From: Dave Horsfall <dave@horsfall.org>
To: The Eunuchs Hysterical Society <tuhs@tuhs.org>
Subject: Re: [TUHS] Where did the "~" come from
Date: Thu, 19 Nov 2020 09:41:29 +1100 (EST) [thread overview]
Message-ID: <alpine.BSF.2.21.9999.2011190931000.48674@aneurin.horsfall.org> (raw)
In-Reply-To: <CAC20D2N56ZE=gizt_wu_ujUn3B4_O=UgGH-HNBNgiCc_-9YTCg@mail.gmail.com>
[-- Attachment #1: Type: text/plain, Size: 1178 bytes --]
On Wed, 18 Nov 2020, Clem Cole wrote:
> In our exchange, someone observed suggested that Joy might have picked
> it up because the HOME key was part of the tilde key on the ADM3A, which
> were popular at UCB [i.e. the reason hjkl are the movement keys on vi is
> the were embossed on the top of those keys on the ADM3A]. It also was
> noted that the ASR-33 lacks a ~ key on its keyboard. But Lesk
> definitely needed something to represent a remote user's home directory
> because each system was different, so he was forced to use something.
The ADM-3A was one of the best terminals ever made.
> It was also noted that there was plenty of cross-pollination going on as
> students and researchers moved from site to site, so it could have been BTL
> to UCB, vice-versa, or some other path altogether.
>
> So two questions for this august body are:
> 1. Where did the ~ as $HOME convention come to UNIX?
Gawd... I think I saw it in PWB, but I'm likely wrong.
> 2. Did UNIX create the idiom, or was there an earlier system such as CTSS,
> TENEX, ITS, MTS, TSS, or the like supported it?
No idea. but given that Unix inherited a lot of stuff....
-- Dave
next prev parent reply other threads:[~2020-11-18 22:42 UTC|newest]
Thread overview: 9+ messages / expand[flat|nested] mbox.gz Atom feed top
2020-11-18 22:25 Clem Cole
2020-11-18 22:41 ` Dave Horsfall [this message]
2020-11-19 0:44 ` George Michaelson
2020-11-19 13:45 ` Ron Natalie
2020-11-19 16:16 ` Chet Ramey
2020-11-19 15:50 ` Warner Losh
2020-11-19 17:22 ` Mary Ann Horton
2020-11-19 18:43 ` Clem Cole
2020-11-19 20:02 ` Michael Kjörling
Reply instructions:
You may reply publicly to this message via plain-text email
using any one of the following methods:
* Save the following mbox file, import it into your mail client,
and reply-to-all from there: mbox
Avoid top-posting and favor interleaved quoting:
https://en.wikipedia.org/wiki/Posting_style#Interleaved_style
* Reply using the --to, --cc, and --in-reply-to
switches of git-send-email(1):
git send-email \
--in-reply-to=alpine.BSF.2.21.9999.2011190931000.48674@aneurin.horsfall.org \
--to=dave@horsfall.org \
--cc=tuhs@tuhs.org \
/path/to/YOUR_REPLY
https://kernel.org/pub/software/scm/git/docs/git-send-email.html
* If your mail client supports setting the In-Reply-To header
via mailto: links, try the mailto: link
Be sure your reply has a Subject: header at the top and a blank line
before the message body.
This is a public inbox, see mirroring instructions
for how to clone and mirror all data and code used for this inbox;
as well as URLs for NNTP newsgroup(s).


### EXERCISE GOAL
Retype each line below precisely.

### INPUT MATERIAL
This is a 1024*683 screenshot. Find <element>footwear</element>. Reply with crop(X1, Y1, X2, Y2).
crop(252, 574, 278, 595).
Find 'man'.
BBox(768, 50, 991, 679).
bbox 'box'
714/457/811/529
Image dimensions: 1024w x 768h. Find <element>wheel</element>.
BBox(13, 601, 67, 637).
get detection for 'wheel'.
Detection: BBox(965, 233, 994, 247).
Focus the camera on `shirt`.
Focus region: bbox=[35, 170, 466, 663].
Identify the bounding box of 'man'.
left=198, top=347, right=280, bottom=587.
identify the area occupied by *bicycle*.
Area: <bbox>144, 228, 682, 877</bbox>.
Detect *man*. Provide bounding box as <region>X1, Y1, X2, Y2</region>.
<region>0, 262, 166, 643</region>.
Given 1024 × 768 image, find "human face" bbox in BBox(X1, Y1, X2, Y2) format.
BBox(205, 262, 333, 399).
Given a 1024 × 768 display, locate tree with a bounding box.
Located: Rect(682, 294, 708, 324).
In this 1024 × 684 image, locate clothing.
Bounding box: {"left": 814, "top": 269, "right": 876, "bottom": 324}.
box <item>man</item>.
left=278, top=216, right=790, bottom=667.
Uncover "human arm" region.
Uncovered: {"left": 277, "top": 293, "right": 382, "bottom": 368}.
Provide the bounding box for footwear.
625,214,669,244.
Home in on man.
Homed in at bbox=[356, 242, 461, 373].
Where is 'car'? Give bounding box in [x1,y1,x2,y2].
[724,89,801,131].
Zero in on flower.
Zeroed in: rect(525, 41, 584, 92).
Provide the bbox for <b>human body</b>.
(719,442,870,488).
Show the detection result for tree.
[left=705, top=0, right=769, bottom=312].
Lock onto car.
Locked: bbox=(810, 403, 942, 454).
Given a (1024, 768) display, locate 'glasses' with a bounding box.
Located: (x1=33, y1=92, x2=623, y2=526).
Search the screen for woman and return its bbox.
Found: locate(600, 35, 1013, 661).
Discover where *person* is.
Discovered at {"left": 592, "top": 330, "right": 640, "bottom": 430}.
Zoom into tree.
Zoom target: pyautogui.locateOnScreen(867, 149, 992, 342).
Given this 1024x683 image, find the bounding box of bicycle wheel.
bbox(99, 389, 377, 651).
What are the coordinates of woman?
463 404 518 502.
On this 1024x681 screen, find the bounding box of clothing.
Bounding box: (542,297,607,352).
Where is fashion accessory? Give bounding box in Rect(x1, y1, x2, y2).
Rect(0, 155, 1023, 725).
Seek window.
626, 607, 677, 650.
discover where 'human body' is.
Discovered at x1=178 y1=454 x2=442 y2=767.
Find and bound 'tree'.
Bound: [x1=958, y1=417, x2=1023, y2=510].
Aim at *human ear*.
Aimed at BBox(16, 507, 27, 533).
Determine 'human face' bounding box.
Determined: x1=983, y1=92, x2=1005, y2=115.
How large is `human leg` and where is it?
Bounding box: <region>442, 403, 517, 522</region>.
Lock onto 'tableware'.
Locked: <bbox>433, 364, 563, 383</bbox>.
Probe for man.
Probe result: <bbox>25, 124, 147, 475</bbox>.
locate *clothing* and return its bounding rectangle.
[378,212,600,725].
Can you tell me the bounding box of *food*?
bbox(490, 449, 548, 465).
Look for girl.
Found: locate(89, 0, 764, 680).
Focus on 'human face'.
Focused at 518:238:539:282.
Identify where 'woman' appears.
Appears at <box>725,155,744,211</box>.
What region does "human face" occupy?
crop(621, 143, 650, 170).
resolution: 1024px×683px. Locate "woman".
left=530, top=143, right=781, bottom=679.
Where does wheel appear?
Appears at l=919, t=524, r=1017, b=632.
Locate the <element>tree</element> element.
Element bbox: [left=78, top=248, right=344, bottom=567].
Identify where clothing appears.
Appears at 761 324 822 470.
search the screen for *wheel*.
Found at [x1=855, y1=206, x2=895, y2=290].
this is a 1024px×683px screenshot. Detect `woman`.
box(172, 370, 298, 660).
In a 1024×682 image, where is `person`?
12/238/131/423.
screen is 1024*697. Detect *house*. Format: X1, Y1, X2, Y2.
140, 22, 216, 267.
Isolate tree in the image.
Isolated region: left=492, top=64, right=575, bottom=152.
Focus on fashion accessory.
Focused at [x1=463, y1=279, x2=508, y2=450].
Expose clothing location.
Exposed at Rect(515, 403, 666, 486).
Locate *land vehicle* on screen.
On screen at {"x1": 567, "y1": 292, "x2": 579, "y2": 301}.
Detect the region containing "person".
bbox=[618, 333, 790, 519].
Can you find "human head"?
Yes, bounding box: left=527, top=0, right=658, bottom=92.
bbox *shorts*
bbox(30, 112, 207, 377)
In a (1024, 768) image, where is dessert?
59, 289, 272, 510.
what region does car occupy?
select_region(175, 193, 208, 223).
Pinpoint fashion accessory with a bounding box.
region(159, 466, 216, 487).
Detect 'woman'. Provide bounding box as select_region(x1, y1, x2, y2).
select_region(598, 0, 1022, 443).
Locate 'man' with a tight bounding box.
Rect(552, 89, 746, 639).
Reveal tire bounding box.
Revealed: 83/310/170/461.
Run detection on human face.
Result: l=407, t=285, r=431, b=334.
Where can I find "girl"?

### WRITTEN REPLY
This is a 1024*683 screenshot. Find <element>footwear</element>. Reply with crop(X1, Y1, X2, Y2).
crop(252, 574, 278, 595).
Find 'man'.
BBox(768, 50, 991, 679).
bbox 'box'
714/457/811/529
Image dimensions: 1024w x 768h. Find <element>wheel</element>.
BBox(13, 601, 67, 637).
get detection for 'wheel'.
Detection: BBox(965, 233, 994, 247).
Focus the camera on `shirt`.
Focus region: bbox=[35, 170, 466, 663].
Identify the bounding box of 'man'.
left=198, top=347, right=280, bottom=587.
identify the area occupied by *bicycle*.
Area: <bbox>144, 228, 682, 877</bbox>.
Detect *man*. Provide bounding box as <region>X1, Y1, X2, Y2</region>.
<region>0, 262, 166, 643</region>.
Given 1024 × 768 image, find "human face" bbox in BBox(X1, Y1, X2, Y2) format.
BBox(205, 262, 333, 399).
Given a 1024 × 768 display, locate tree with a bounding box.
Located: Rect(682, 294, 708, 324).
In this 1024 × 684 image, locate clothing.
Bounding box: {"left": 814, "top": 269, "right": 876, "bottom": 324}.
box <item>man</item>.
left=278, top=216, right=790, bottom=667.
Uncover "human arm" region.
Uncovered: {"left": 277, "top": 293, "right": 382, "bottom": 368}.
Provide the bounding box for footwear.
625,214,669,244.
Home in on man.
Homed in at bbox=[356, 242, 461, 373].
Where is 'car'? Give bounding box in [x1,y1,x2,y2].
[724,89,801,131].
Zero in on flower.
Zeroed in: rect(525, 41, 584, 92).
Provide the bbox for <b>human body</b>.
(719,442,870,488).
Show the detection result for tree.
[left=705, top=0, right=769, bottom=312].
Lock onto car.
Locked: bbox=(810, 403, 942, 454).
Given a (1024, 768) display, locate 'glasses' with a bounding box.
Located: (x1=33, y1=92, x2=623, y2=526).
Search the screen for woman and return its bbox.
Found: locate(600, 35, 1013, 661).
Discover where *person* is.
Discovered at {"left": 592, "top": 330, "right": 640, "bottom": 430}.
Zoom into tree.
Zoom target: pyautogui.locateOnScreen(867, 149, 992, 342).
Given this 1024x683 image, find the bounding box of bicycle wheel.
bbox(99, 389, 377, 651).
What are the coordinates of woman?
463 404 518 502.
On this 1024x681 screen, find the bounding box of clothing.
Bounding box: (542,297,607,352).
Where is fashion accessory? Give bounding box in Rect(x1, y1, x2, y2).
Rect(0, 155, 1023, 725).
Seek window.
626, 607, 677, 650.
discover where 'human body' is.
Discovered at x1=178 y1=454 x2=442 y2=767.
Find and bound 'tree'.
Bound: [x1=958, y1=417, x2=1023, y2=510].
Aim at *human ear*.
Aimed at BBox(16, 507, 27, 533).
Determine 'human face' bounding box.
Determined: x1=983, y1=92, x2=1005, y2=115.
How large is `human leg` and where is it?
Bounding box: <region>442, 403, 517, 522</region>.
Lock onto 'tableware'.
Locked: <bbox>433, 364, 563, 383</bbox>.
Probe for man.
Probe result: <bbox>25, 124, 147, 475</bbox>.
locate *clothing* and return its bounding rectangle.
[378,212,600,725].
Can you tell me the bounding box of *food*?
bbox(490, 449, 548, 465).
Look for girl.
Found: locate(89, 0, 764, 680).
Focus on 'human face'.
Focused at 518:238:539:282.
Identify where 'woman' appears.
Appears at <box>725,155,744,211</box>.
What region does "human face" occupy?
crop(621, 143, 650, 170).
resolution: 1024px×683px. Locate "woman".
left=530, top=143, right=781, bottom=679.
Where does wheel appear?
Appears at l=919, t=524, r=1017, b=632.
Locate the <element>tree</element> element.
Element bbox: [left=78, top=248, right=344, bottom=567].
Identify where clothing appears.
Appears at 761 324 822 470.
search the screen for *wheel*.
Found at [x1=855, y1=206, x2=895, y2=290].
this is a 1024px×683px screenshot. Detect `woman`.
box(172, 370, 298, 660).
In a 1024×682 image, where is `person`?
12/238/131/423.
screen is 1024*697. Detect *house*. Format: X1, Y1, X2, Y2.
140, 22, 216, 267.
Isolate tree in the image.
Isolated region: left=492, top=64, right=575, bottom=152.
Focus on fashion accessory.
Focused at [x1=463, y1=279, x2=508, y2=450].
Expose clothing location.
Exposed at Rect(515, 403, 666, 486).
Locate *land vehicle* on screen.
On screen at {"x1": 567, "y1": 292, "x2": 579, "y2": 301}.
Detect the region containing "person".
bbox=[618, 333, 790, 519].
Can you find "human head"?
Yes, bounding box: left=527, top=0, right=658, bottom=92.
bbox *shorts*
bbox(30, 112, 207, 377)
In a (1024, 768) image, where is dessert?
59, 289, 272, 510.
what region does car occupy?
select_region(175, 193, 208, 223).
Pinpoint fashion accessory with a bounding box.
region(159, 466, 216, 487).
Detect 'woman'. Provide bounding box as select_region(x1, y1, x2, y2).
select_region(598, 0, 1022, 443).
Locate 'man' with a tight bounding box.
Rect(552, 89, 746, 639).
Reveal tire bounding box.
Revealed: 83/310/170/461.
Run detection on human face.
Result: l=407, t=285, r=431, b=334.
Where can I find "girl"?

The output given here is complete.